Breath by breath by breath, unhide.
© Deborah Jang. All Rights Reserved.

 

Deborah Jang writes her way through the mysteries, perplexities, and joys of being human — on this planet, at this moment, in this skin. She is also a visual artist, engaging connection through forms and objects. She wanders between Denver, CO and Oceanside, CA; between mind and heart; between land and sea. She is the author of Float True
deborahjang.com

Read Native Authors. Hear Native Storytellers.

To ensure the voices of Native American and Indigenous writers and storytellers – past, present, and future – are heard throughout the world. 

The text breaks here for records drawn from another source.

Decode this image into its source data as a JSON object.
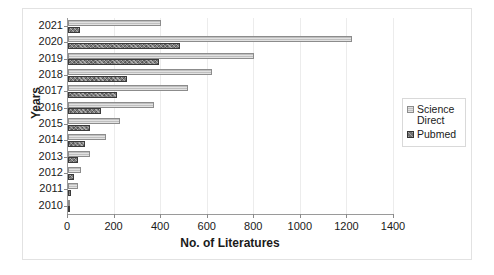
{
  "chart_data": {
    "type": "bar",
    "orientation": "horizontal",
    "title": "",
    "xlabel": "No. of Literatures",
    "ylabel": "Years",
    "categories": [
      "2021",
      "2020",
      "2019",
      "2018",
      "2017",
      "2016",
      "2015",
      "2014",
      "2013",
      "2012",
      "2011",
      "2010"
    ],
    "series": [
      {
        "name": "Science Direct",
        "values": [
          400,
          1220,
          800,
          620,
          515,
          370,
          225,
          165,
          95,
          55,
          42,
          6
        ]
      },
      {
        "name": "Pubmed",
        "values": [
          52,
          480,
          390,
          255,
          210,
          140,
          95,
          75,
          45,
          25,
          12,
          5
        ]
      }
    ],
    "xlim": [
      0,
      1400
    ],
    "xticks": [
      0,
      200,
      400,
      600,
      800,
      1000,
      1200,
      1400
    ],
    "xtick_labels": [
      "0",
      "200",
      "400",
      "600",
      "800",
      "1000",
      "1200",
      "1400"
    ],
    "grid": true,
    "legend_position": "right",
    "colors": {
      "science_direct": "#bfbfbf",
      "pubmed": "#7d7d7d",
      "axis": "#9a9a9a",
      "grid": "#ececec",
      "text": "#1a1a1a",
      "frame": "#e2e2e2"
    }
  },
  "legend": {
    "items": [
      {
        "label": "Science Direct",
        "swatch": "science-direct-swatch-icon"
      },
      {
        "label": "Pubmed",
        "swatch": "pubmed-swatch-icon"
      }
    ]
  }
}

—Lee Francis III, Wordcraft Circle of Native Writers and Storytellers






Arts of Patience

by Kim Shuck 

We’ve been collecting stairs for years 
Stairs and the notion of stairs 
Build with them like children do 
Just like playing with blocks we will 
Paint them with heart ideas with generational hope 
May yet reach the somewhere else we had in mind 
We wanted so little in those days 
Between the bingo and 
Collecting funerals 
Houses subside and the 
Screen door doesn’t fit quite the 
Hedge apples grow 
Thorn and poison in the way that they have 
We collect these things 
Comb the rivers and 
Creeks the margins of change for things like 
Glass bottles to exchange for bait 
Catch other things that we want too and all of my heroes 
Were good at fileting fish 
And we were in the living room 
Gathering stairs in boxes and 
Pressed flat in books and 
Trying not to hide them 
Trying not to feel guilty

© Kim Shuck. All rights reserved. 

Kim Shuck a native of San Francisco whose work explores her multiethnic roots, is San Francisco’s seventh poet laureate. 

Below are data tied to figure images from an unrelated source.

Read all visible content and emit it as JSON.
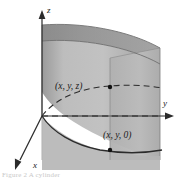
{
  "figure": {
    "kind": "3d-surface-diagram",
    "background_color": "#ffffff",
    "caption": "Figure 2 A cylinder"
  },
  "axes": {
    "z": {
      "label": "z",
      "icon": "arrow-up-icon"
    },
    "y": {
      "label": "y",
      "icon": "arrow-right-icon"
    },
    "x": {
      "label": "x",
      "icon": "arrow-down-left-icon"
    },
    "color": "#2b2b2b",
    "origin": {
      "x": 42,
      "y": 116
    }
  },
  "points": [
    {
      "id": "point-upper",
      "label": "(x, y, z)",
      "marker": "filled-dot",
      "coords": {
        "x": 110,
        "y": 87
      }
    },
    {
      "id": "point-lower",
      "label": "(x, y, 0)",
      "marker": "filled-dot",
      "coords": {
        "x": 110,
        "y": 143
      }
    }
  ],
  "surface": {
    "name": "cylinder-surface",
    "fill_light": "#b9b9b9",
    "fill_mid": "#a8a8a8",
    "fill_dark": "#8f8f8f",
    "fill_darkest": "#848484",
    "edge_color": "#6f6f6f"
  },
  "curves": [
    {
      "name": "base-trace-curve",
      "style": "solid",
      "color": "#2b2b2b"
    },
    {
      "name": "upper-trace-curve",
      "style": "dashed",
      "color": "#2b2b2b"
    },
    {
      "name": "horizontal-projection-line",
      "style": "dashed",
      "color": "#2b2b2b"
    },
    {
      "name": "vertical-connector-line",
      "style": "solid",
      "color": "#7a7a7a"
    }
  ]
}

A lifelong resident of San Francisco, Shuck lives in the Castro district. Her poetry collections include Clouds Running In, Rabbit Stories, Smuggling Cherokee and Deer Trails. Shuck also teaches at the California College of Art, in the diversity department, and has taught at San Francisco State University. She has volunteered in San Francisco Unified School District classrooms for two decades. www.kimshuck.com

She Cries

by Linda Boyden

She stands alone, 

cold,shaking, 
four years old, 
freshly plucked 
from Mamá’s arms 
dumped into 
a cold building 
with other children, 
silent or moaning, 
all strangers. 

Above her towers a 

mountain of a man 
dark clothes, 
darker expression. 
He spews 
harsh, foreign words 
she doesn’t understand. 
She sees the anger 
etched on his face 
his eyes like a snake’s, 
cold, unforgiving. 

She wets herself 

cries harder 
her legs give out 
she sits down hard 
rough hands 
grab her 
rougher words 
sting her ears. 

She cries 

for Mamá and Papí. 
She is a good girl 
she is alone, afraid, 
and she mourns. 
She will never forget.

© Linda Boyden. All rights reserved. 


Linda Boyden is a storyteller and the author of The Blue Roses, published in 2002 by Lee and Low Books, winning their first New Voices Award. Since then it has won two other national awards and was included on the CCBC (Cooperative Children's Book Center) 2003 Choices list of recommended titles. Her second book, Powwow's Coming, was published by the University of New Mexico Press in 2007. She illustrated it making the pictures from cut-paper collage. 
Her third book Giveaways: An ABC Book of Loanwords from the Americas was also published by the University of New Mexico Press and again she had the privilege of illustrating the book. A recovering schoolteacher with over thirty years of experience, she has spent most of her adult life leading children to literacy. She enjoys performing at schools and working with students, school visits, storytelling programs at libraries, and presenting at writing conferences and other events around the country. Linda is a member of the Society of Children's Book Writers and Illustrators (SCBWI) and Wordcraft Circle of Native Writers and Storytellers, and her local Redding Writers Forum.